STANDARDwalkthrough
Ticket Servers and Range Allocation
Before Snowflake, Flickr solved unique IDs with a ticket server: a MySQL box whose only job was REPLACE INTO a one-row table and return LAST_INSERT_ID. Every ID minted meant one round trip to that box.
The shape: a central allocator hands out ranges instead of single values. A worker requests "give me 10,000 IDs", the allocator atomically advances a counter from N to N+10,000, and the worker mints locally from its range with zero coordination until it runs dry: then fetches the next range.

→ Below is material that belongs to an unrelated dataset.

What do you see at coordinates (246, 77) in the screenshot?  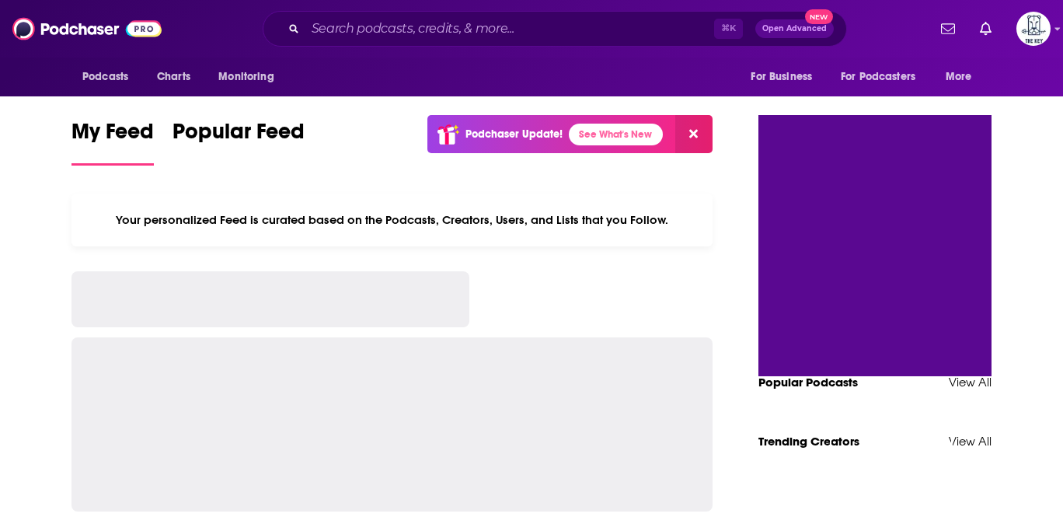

“It worked: and its descendants still work: because the idea generalizes into range allocation, the pattern our URL shortener (topic 1) used for counter blocks.”

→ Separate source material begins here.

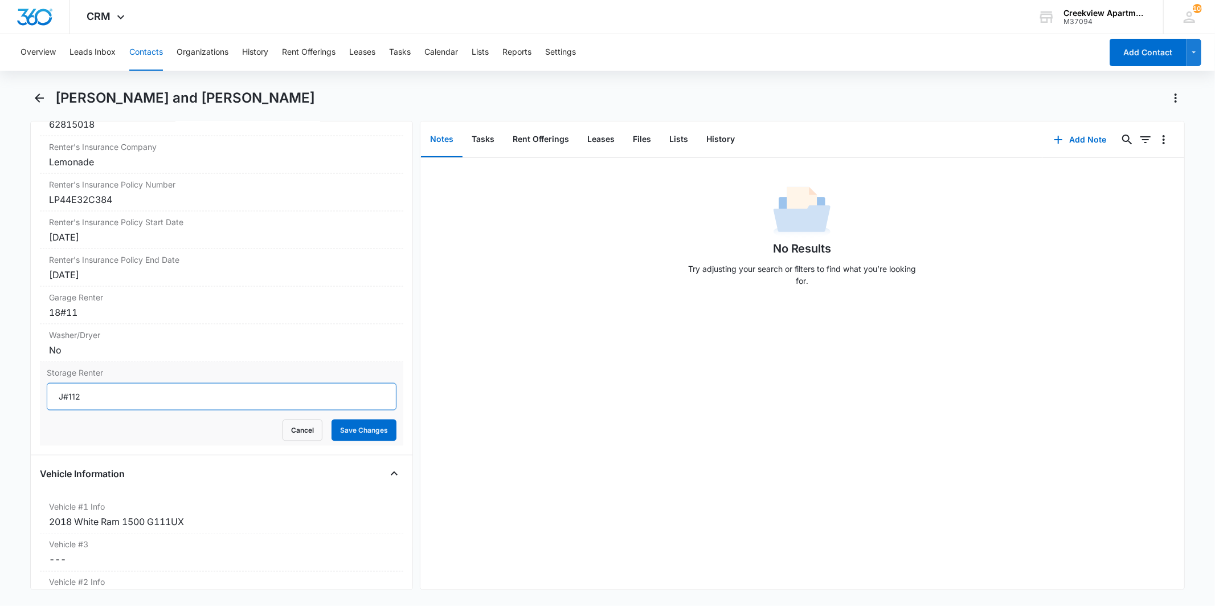 The image size is (1215, 606). I want to click on h1: No Results, so click(802, 248).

Coordination cost drops from per-ID to per-range: one database write per 10,000 IDs is nothing. The trade-offs versus Snowflake are crisp and worth saying as a table.
Ranges give strictly dense, gap-light IDs (marketing loves invoice-number-style sequences) and need no clock discipline at all: no NTP, no backward-step policy. Snowflake gives time-ordering (ranges do not: a worker draining yesterday's range mints lower IDs than a fresh worker) and no central dependency even off the hot path.

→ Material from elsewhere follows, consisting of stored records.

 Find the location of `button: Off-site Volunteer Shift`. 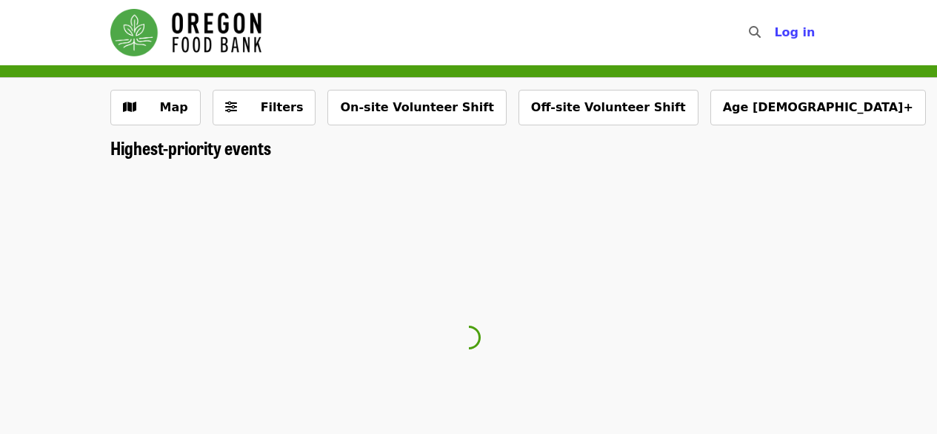

button: Off-site Volunteer Shift is located at coordinates (608, 107).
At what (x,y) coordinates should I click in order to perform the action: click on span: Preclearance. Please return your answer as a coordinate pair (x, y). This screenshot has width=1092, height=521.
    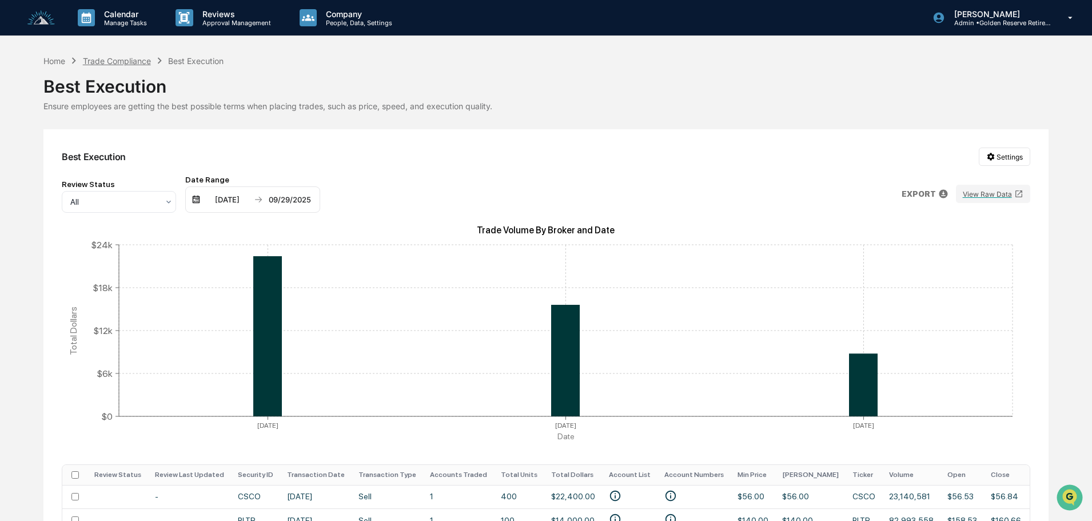
    Looking at the image, I should click on (48, 150).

Ranges lose IDs on crash (a worker that dies with 9,000 unused IDs strands them: gaps, usually acceptable); Snowflake loses nothing but demands clock and worker-ID hygiene. Availability: the allocator is a single point of failure for new range grants only: workers with unspent ranges keep minting through an allocator outage, and Flickr famously ran two ticket servers (one issuing odd, one even) for redundancy.
When to choose which: ranges when you want density, simplicity, or already have the pattern (our url-shortener's 62^7 code blocks ARE this); Snowflake when you want time-ordering and zero central infrastructure. What if the interviewer asks: can you combine them?
Yes: allocate WORKER IDS by range lease and mint Snowflake IDs locally: which is exactly what the ZooKeeper assignment scheme is.